Step #4: Revise, resubmit, and persevere

If you struggle with coming up with new story ideas, find competitions or anthologies that have specific requirements. This is a great way to generate ideas and motivate you to finish stories since it gives you a theme, a word count, and a hard deadline.

If you aren’t successful, don’t assume that means your story is no good. Just because you wrote it for a specific submission call doesn’t mean you can’t send it elsewhere. There are plenty of publishers looking for great work. If you get a rejection, run through your story again to see if there are any parts you can improve, then find somewhere else to send it.

One of my first publication successes came out of a rejection. I submitted a story to a prestigious fantasy anthology and the editor emailed to say it was a perfectly good story, but not quite what she was looking for. She encouraged me to submit it elsewhere. I did, and the next editor accepted and published it.

 

In the last three years, I’ve made nearly 300 submissions to competitions, fiction sites, anthologies, and magazines. Of those, forty submissions have achieved some measure of success (competition shortlist or acceptance for publication), which is one in seven or eight submissions.

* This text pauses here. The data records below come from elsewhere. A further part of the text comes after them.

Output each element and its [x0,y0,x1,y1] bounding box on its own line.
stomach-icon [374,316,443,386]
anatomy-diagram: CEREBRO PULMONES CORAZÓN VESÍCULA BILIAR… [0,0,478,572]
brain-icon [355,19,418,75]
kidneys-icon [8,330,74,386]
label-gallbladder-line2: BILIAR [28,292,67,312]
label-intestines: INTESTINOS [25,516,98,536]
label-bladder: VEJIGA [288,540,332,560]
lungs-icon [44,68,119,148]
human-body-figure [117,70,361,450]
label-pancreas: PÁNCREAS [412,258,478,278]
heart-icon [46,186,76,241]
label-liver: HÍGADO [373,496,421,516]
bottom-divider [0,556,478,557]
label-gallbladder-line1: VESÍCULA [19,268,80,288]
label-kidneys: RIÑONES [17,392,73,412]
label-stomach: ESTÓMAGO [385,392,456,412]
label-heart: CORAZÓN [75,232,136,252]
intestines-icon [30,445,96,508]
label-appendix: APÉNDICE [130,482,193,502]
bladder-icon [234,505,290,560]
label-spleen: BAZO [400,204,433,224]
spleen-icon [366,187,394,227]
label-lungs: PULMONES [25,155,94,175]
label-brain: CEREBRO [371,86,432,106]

Perseverance is the key. One of my stories was rejected by five different places before the sixth accepted it for publication, and one magazine rejected three of my stories before finally accepting the fourth I sent in. So, don’t give up!

One thing I can tell you with certainty: rejection hurts, but the pain lessens with every rejection you receive. Acceptance feels amazing, too, and that feeling doesn’t diminish over time. My fortieth success was just as sweet as my first, and every rejection I now receive simply prompts the question “Where else can I send that?”.

If you’re thinking of submitting your work, take a deep breath and go for it. You’ll never know what you can achieve until you try.